Science is now part of mainstream culture – and whether it be pure or fundamental, natural or social, all of it feeds into our understanding of the world, our past and future, and our humanity. And art is perceived in part as our cultural heritage, and a reflection of, or comment on, contemporary society. Whether literature or poetry, theatre or film, painting or sculpture, or any other art form, it translates our experience, influences our opinions, communicates and evokes emotional responses. If you are curious about history, or what we do not yet know, if you are unsure about fact or fiction, and how concepts evolve, are communicated, disseminated, discussed, and implemented to question and transform our world, you must sometimes turn to science, and other times to art. Or both.

So is science not a creative process? 50 years on, a contemporary perspective titled Learning scientific creativity from the arts, eloquently argues that it is: “Acknowledging creativity as acts of transformation and central to scientific pursuit, actively utilizing chance and failure in scientific experimentation, are critical for step changes in scientific knowledge. Iterative and open-ended processes should be modeled after insights from a range of practices in the visual, performing and media arts”. This theory will strike a chord for many, I hope. The message I take from this is that with respect and openness we learn from each other and appreciate all the different ways we might get to the same point: truth.

We all fall into stereotyping, but ultimately we are a heterogeneous population, and there is no place for polarisation today. You do not have to be one thing or the other. There is always a spectrum if you allow it to exist.

And now in the grips of a global pandemic we are turning to science to try and fathom what is going on. A contagious virus that still has so many unknowns is quite a terrifying thing. We are now familiar with the R number, we follow rules, we question the rules, we want answers, in fact we want the truth.

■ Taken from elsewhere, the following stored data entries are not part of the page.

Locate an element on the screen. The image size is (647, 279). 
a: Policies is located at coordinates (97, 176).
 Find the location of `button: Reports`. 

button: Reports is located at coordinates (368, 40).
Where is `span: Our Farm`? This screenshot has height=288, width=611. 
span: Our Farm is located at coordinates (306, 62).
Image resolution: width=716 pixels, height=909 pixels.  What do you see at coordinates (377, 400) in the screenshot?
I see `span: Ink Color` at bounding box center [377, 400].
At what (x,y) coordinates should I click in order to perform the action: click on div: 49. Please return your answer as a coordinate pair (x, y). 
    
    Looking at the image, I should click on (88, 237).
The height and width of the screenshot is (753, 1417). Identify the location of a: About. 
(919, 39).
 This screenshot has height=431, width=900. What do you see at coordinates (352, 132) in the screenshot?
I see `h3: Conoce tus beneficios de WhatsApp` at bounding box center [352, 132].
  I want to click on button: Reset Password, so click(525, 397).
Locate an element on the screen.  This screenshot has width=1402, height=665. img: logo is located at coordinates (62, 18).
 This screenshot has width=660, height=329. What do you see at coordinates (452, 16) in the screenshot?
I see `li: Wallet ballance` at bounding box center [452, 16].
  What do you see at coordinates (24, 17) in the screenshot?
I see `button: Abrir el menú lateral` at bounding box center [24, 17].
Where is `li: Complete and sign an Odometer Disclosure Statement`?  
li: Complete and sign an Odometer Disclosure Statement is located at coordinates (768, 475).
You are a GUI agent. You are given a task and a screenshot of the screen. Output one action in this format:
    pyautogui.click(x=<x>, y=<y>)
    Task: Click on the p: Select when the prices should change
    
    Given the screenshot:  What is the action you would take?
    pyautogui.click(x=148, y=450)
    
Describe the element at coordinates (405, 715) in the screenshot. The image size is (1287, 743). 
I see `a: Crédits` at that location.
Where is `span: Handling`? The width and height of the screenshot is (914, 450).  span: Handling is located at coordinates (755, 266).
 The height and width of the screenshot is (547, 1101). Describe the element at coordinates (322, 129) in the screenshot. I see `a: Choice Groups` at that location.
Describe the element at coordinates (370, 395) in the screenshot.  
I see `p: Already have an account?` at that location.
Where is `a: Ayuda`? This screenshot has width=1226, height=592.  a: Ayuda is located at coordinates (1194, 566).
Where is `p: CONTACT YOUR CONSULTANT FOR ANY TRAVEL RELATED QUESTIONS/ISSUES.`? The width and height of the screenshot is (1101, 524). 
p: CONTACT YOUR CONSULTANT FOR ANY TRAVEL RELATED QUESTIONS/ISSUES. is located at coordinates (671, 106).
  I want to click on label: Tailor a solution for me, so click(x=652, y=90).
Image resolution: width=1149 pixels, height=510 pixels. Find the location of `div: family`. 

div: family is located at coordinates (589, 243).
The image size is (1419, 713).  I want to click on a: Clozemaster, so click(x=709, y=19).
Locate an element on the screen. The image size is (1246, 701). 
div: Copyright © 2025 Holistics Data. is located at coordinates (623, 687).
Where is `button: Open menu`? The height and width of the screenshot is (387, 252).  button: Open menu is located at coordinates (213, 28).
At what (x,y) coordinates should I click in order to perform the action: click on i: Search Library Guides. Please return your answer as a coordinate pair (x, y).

We are tentatively poised for a scientific breakthrough, while seeing how this invisible, unfathomable virus is threatening global power, influencing societal behaviour, and challenging political leadership and rocking the economy. We can do nothing but put our faith in science (and hope that our leaders will do the right thing), carrying on in the best way we can.

Art is being forced to take a back seat, and along with other industries, is suffering. Small theatres are threatening closure, artists, actors, performers are waiting in the wings. Some larger institutions have adapted and we have seen virtual spaces thrive – live streaming of plays and music gigs, digital exhibitions, films on-demand for a fee. It has, it can be argued, become more accessible for the many rather than the few. But we are no longer an audience in the way we have been, missing the thrill, the buzz, and a potential mass shutdown of historic venues is darkening the artistic landscape of our future.

So right now we need science to be creative – to be transformative, conceptual, progressive, ground-breaking. Trial and error no longer has the luxury of time – it has to move quickly and work creatively within a methodical framework.

Myself, I consider a hybrid of art and science; a fusion of these interconnected disciplines and experiences. I am neither one nor the other, but I need both to see the world as I do.